[OTR-users] Question About OTR Security

Paul Wouters paul at cypherpunks.ca
Wed Apr 25 11:55:59 EDT 2012


On Tue, 24 Apr 2012, rookcifer wrote:

> Date: Tue, 24 Apr 2012 05:10:11
> From: rookcifer <rookcifer at gmail.com>
> To: otr-users at lists.cypherpunks.ca
> Subject: [OTR-users] Question About OTR Security
> 
> I saw a paper entitled "Finite-State Security Analysis of OTR Version 2"
> by two researchers at Stanford.  In the paper they describe a couple of
> potential security flaws with OTR.  From the abstract:

> So my question, have these attacks been addressed and has the advice of
> the paper's authors (in relation to strengthening of the protocols) been
> applied?

See:

To: otr-dev at lists.cypherpunks.ca
Subject: Re: [OTR-dev] Draft of Security Analysis
From: Ian Goldberg <ian at cypherpunks.ca>
Date: Mon, 6 Mar 2006 21:45:09 -0500

On Mon, Mar 06, 2006 at 04:35:35PM -0800, Andrew S. Morrison wrote:
> We wanted to send along the draft of some of the results of our security
> analysis before we give a talk on it in a few days in hopes we could get
> some comments. We believe we've found a few good attacks.
> 
> http://www.stanford.edu/~amo/DRAFT_otr_analysis.pdf
> 
> The paper is just a draft right now. We're hoping some people on this list
> could take a look at the "Attacks Found" section and read through to make
> sure the attacks are legitimate. After a round of getting comments from
> you guys and some others we'll send the final version of our paper and the
> Murphi code we used to model OTR. That'll be in about a week and a half.

I took a (very) quick look, but I'll be travelling tomorrow, and may not
have email access again before your talk.

3.1 Version Rollback

     Version rollback, I think, is only a serious concern when it's
     invisible (in SSL, for example).  In OTR (at least the gaim-otr UI;
     I can't speak for the others), it's clear when you're sending and
     receiving encrypted messages, and when you're not.  Additionally,
     it's made clear when you're using version 1 of the protocol, so you
     can take the precaution of asking your buddy to say her name.

3.2 Attack on Strong Deniability

     The attack relies on Bob publishing incorrect MAC keys.  But that
     doesn't make sense; Bob publishes the MAC keys in order *to protect
     himself*.  Intentionally publishing incorrect ones (or, he may as
     well just not publish them at all) would only serve to weaken his
     own deniability.  Note also that Alice and Bob each publish the MAC
     keys, so they'd *both* have to be intentionally trying to make their
     own conversation not deniable.

3.3 Message Integrity

     Good call on this one.  Bizarrely, it doesn't turn out to be a
     security hole in the deployed software because there's a bug in it. (!)
     The deployed software only publishes MAC keys that were used to
     receive messages, not ones on messages it sent.  This is safe,
     because it knows for sure that it'll never trust a MAC key that it's
     already published.  I also believe that even if Bob is cheating, and
     doesn't publish any MAC keys, but only Alice publishes the MAC keys
     of the messages she receives, they still get strong deniability:
     Mallory can take one of the messages Alice received (and
     subsequently published the MAC key for), and substitute a g^y of his
     choosing.  He can then recompute the keys and MACs for future
     messages in the transcript.  [It's late, and I'm doing this quickly,
     so I don't guarantee this is correct.  I'll think about it some more
     in the next couple of days.]  Assuming this is correct, you indeed
     found a problem with the spec, but not in the implementation,
     because the implementation turns out to be more secure than the
     spec.

3.4 Authentication Failure

     I don't see the problem here.  Alice believes she's talking to Bob,
     because she *is* talking to Bob.  If Mallory is passing messages
     through unmodified, she may as well be a wire.  It's not a security
     problem if Mallory sees encrypted messages, and her being able to
     stop Alice and Bob from talking to each other is just a Denial of
     Service attack, which we explicitly don't care about.


Thanks for the analysis!  Feel free to email me or the list with any
questions, comments, or radical doubts.  ;-)  [Though, as I mentioned, I
may or may not have email access from Tuesday morning to Thursday.]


THE PROBLEM: Tally the lines below that contain the word "تفاصيل", then give the tally and nothing more.

Stored data entries
------------

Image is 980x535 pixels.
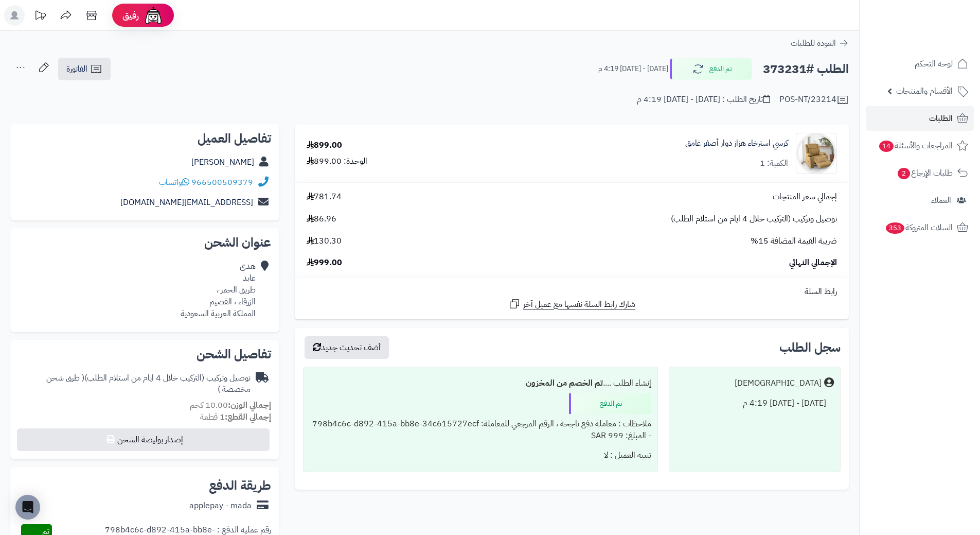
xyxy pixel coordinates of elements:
[866,106,973,130] a: الطلبات
[306,155,367,167] div: الوحدة: 899.00
[789,257,837,269] span: الإجمالي النهائي
[306,235,342,247] span: 130.30
[18,237,271,248] h2: عنوان الشحن
[779,94,849,106] div: POS-NT/23214
[763,59,849,80] h2: الطلب #373231
[878,139,953,153] span: المراجعات والأسئلة
[866,188,973,213] a: العملاء
[191,156,254,168] a: [PERSON_NAME]
[120,196,253,209] a: [EMAIL_ADDRESS][DOMAIN_NAME]
[27,5,53,28] a: تحديثات المنصة
[791,37,836,49] span: العودة للطلبات
[637,94,770,105] div: تاريخ الطلب : [DATE] - [DATE] 4:19 م
[200,411,271,423] small: 1 قطعة
[685,138,788,150] a: كرسي استرخاء هزاز دوار أصفر غامق
[18,348,271,360] h2: تفاصيل الشحن
[310,374,651,394] div: إنشاء الطلب ....
[228,399,271,411] strong: إجمالي الوزن:
[598,64,669,74] small: [DATE] - [DATE] 4:19 م
[526,377,603,389] b: تم الخصم من المخزون
[310,445,651,466] div: تنبيه العميل : لا
[143,5,163,26] img: ai-face.png
[675,394,833,413] div: [DATE] - [DATE] 4:19 م
[180,261,255,319] div: هدى عايد طريق الحمر ، الزرقاء ، القصيم المملكة العربية السعودية
[209,479,271,492] h2: طريقة الدفع
[66,63,88,75] span: الفاتورة
[15,494,40,520] div: Open Intercom Messenger
[189,500,252,511] div: applepay - mada
[306,257,342,269] span: 999.00
[866,215,973,240] a: السلات المتروكة353
[306,139,342,151] div: 899.00
[310,414,651,446] div: ملاحظات : معاملة دفع ناجحة ، الرقم المرجعي للمعاملة: 798b4c6c-d892-415a-bb8e-34c615727ecf - المبل...
[58,57,110,80] a: الفاتورة
[671,213,837,225] span: توصيل وتركيب (التركيب خلال 4 ايام من استلام الطلب)
[191,176,253,189] a: 966500509379
[122,10,139,21] span: رفيق
[735,377,822,389] div: [DEMOGRAPHIC_DATA]
[885,223,904,234] span: 353
[896,84,953,98] span: الأقسام والمنتجات
[750,235,837,247] span: ضريبة القيمة المضافة 15%
[931,193,951,208] span: العملاء
[885,220,953,235] span: السلات المتروكة
[18,133,271,144] h2: تفاصيل العميل
[159,176,189,189] a: واتساب
[299,286,845,298] div: رابط السلة
[17,428,269,451] button: إصدار بوليصة الشحن
[508,298,635,310] a: شارك رابط السلة نفسها مع عميل آخر
[791,37,849,49] a: العودة للطلبات
[910,23,970,44] img: logo-2.png
[569,394,651,414] div: تم الدفع
[190,399,271,411] small: 10.00 كجم
[866,52,973,76] a: لوحة التحكم
[879,141,894,153] span: 14
[898,168,911,180] span: 2
[866,161,973,186] a: طلبات الإرجاع2
[225,411,271,423] strong: إجمالي القطع:
[760,158,788,169] div: الكمية: 1
[772,191,837,203] span: إجمالي سعر المنتجات
[524,298,635,310] span: شارك رابط السلة نفسها مع عميل آخر
[914,57,953,71] span: لوحة التحكم
[306,213,336,225] span: 86.96
[306,191,342,203] span: 781.74
[18,372,250,396] div: توصيل وتركيب (التركيب خلال 4 ايام من استلام الطلب)
[897,166,953,181] span: طلبات الإرجاع
[305,336,389,359] button: أضف تحديث جديد
[46,371,250,396] span: ( طرق شحن مخصصة )
[866,133,973,158] a: المراجعات والأسئلة14
[670,58,752,80] button: تم الدفع
[779,341,841,354] h3: سجل الطلب
[929,111,953,125] span: الطلبات
[796,133,836,174] img: 1728805605-110102050026-90x90.jpg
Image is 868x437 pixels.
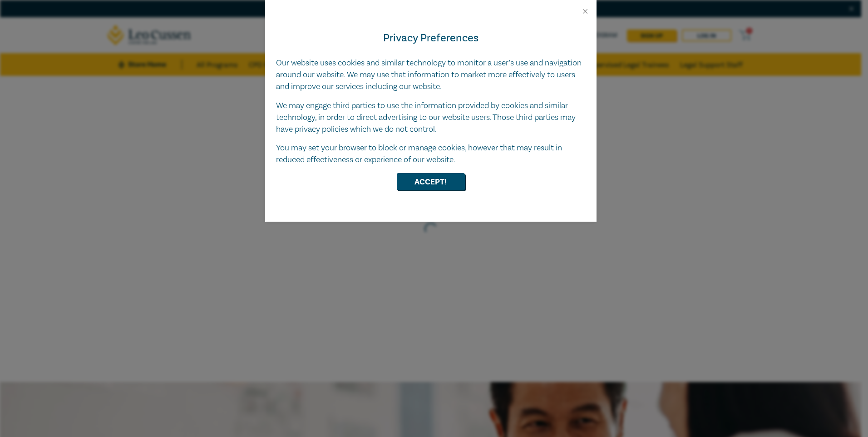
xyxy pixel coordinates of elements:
[276,57,586,93] p: Our website uses cookies and similar technology to monitor a user’s use and navigation around our...
[276,100,586,135] p: We may engage third parties to use the information provided by cookies and similar technology, in...
[276,142,586,166] p: You may set your browser to block or manage cookies, however that may result in reduced effective...
[397,173,465,190] button: Accept!
[581,8,589,16] button: Close
[276,30,586,46] h4: Privacy Preferences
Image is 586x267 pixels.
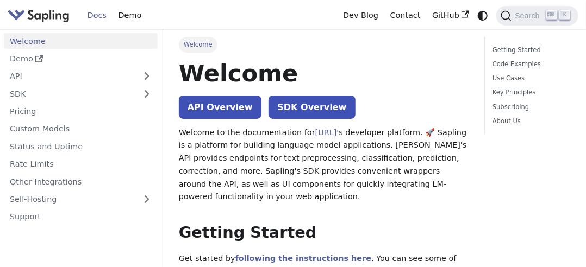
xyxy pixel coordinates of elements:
[4,192,158,208] a: Self-Hosting
[235,254,371,263] a: following the instructions here
[315,128,337,137] a: [URL]
[4,121,158,137] a: Custom Models
[4,209,158,225] a: Support
[337,7,384,24] a: Dev Blog
[179,37,469,52] nav: Breadcrumbs
[475,8,491,23] button: Switch between dark and light mode (currently system mode)
[179,37,217,52] span: Welcome
[493,45,566,55] a: Getting Started
[384,7,427,24] a: Contact
[496,6,578,26] button: Search (Ctrl+K)
[4,104,158,120] a: Pricing
[493,73,566,84] a: Use Cases
[4,139,158,154] a: Status and Uptime
[4,86,136,102] a: SDK
[4,174,158,190] a: Other Integrations
[179,127,469,204] p: Welcome to the documentation for 's developer platform. 🚀 Sapling is a platform for building lang...
[179,59,469,88] h1: Welcome
[8,8,70,23] img: Sapling.ai
[179,96,261,119] a: API Overview
[4,157,158,172] a: Rate Limits
[493,88,566,98] a: Key Principles
[136,86,158,102] button: Expand sidebar category 'SDK'
[4,51,158,67] a: Demo
[136,68,158,84] button: Expand sidebar category 'API'
[113,7,147,24] a: Demo
[559,10,570,20] kbd: K
[512,11,546,20] span: Search
[493,116,566,127] a: About Us
[4,68,136,84] a: API
[179,223,469,243] h2: Getting Started
[269,96,355,119] a: SDK Overview
[493,59,566,70] a: Code Examples
[8,8,73,23] a: Sapling.ai
[82,7,113,24] a: Docs
[4,33,158,49] a: Welcome
[426,7,475,24] a: GitHub
[493,102,566,113] a: Subscribing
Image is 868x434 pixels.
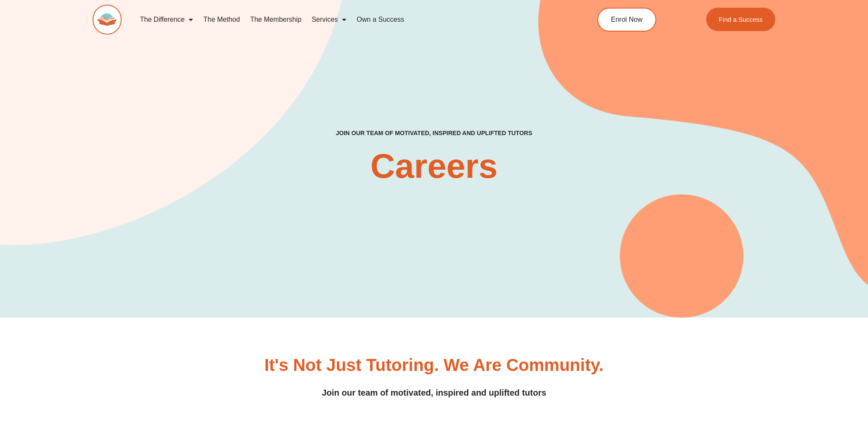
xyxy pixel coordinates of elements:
[245,10,307,29] a: The Membership
[133,387,735,399] h4: Join our team of motivated, inspired and uplifted tutors
[611,16,643,23] span: Enrol Now
[135,10,198,29] a: The Difference
[597,8,656,31] a: Enrol Now
[307,10,351,29] a: Services
[333,129,535,137] h4: Join our team of motivated, inspired and uplifted tutors​
[198,10,245,29] a: The Method
[265,356,603,373] h3: It's Not Just Tutoring. We are Community.
[706,8,776,31] a: Find a Success
[351,10,409,29] a: Own a Success
[280,149,589,183] h2: Careers
[135,10,559,29] nav: Menu
[719,16,763,22] span: Find a Success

------------

RESPONSE TO THIS TASK: 2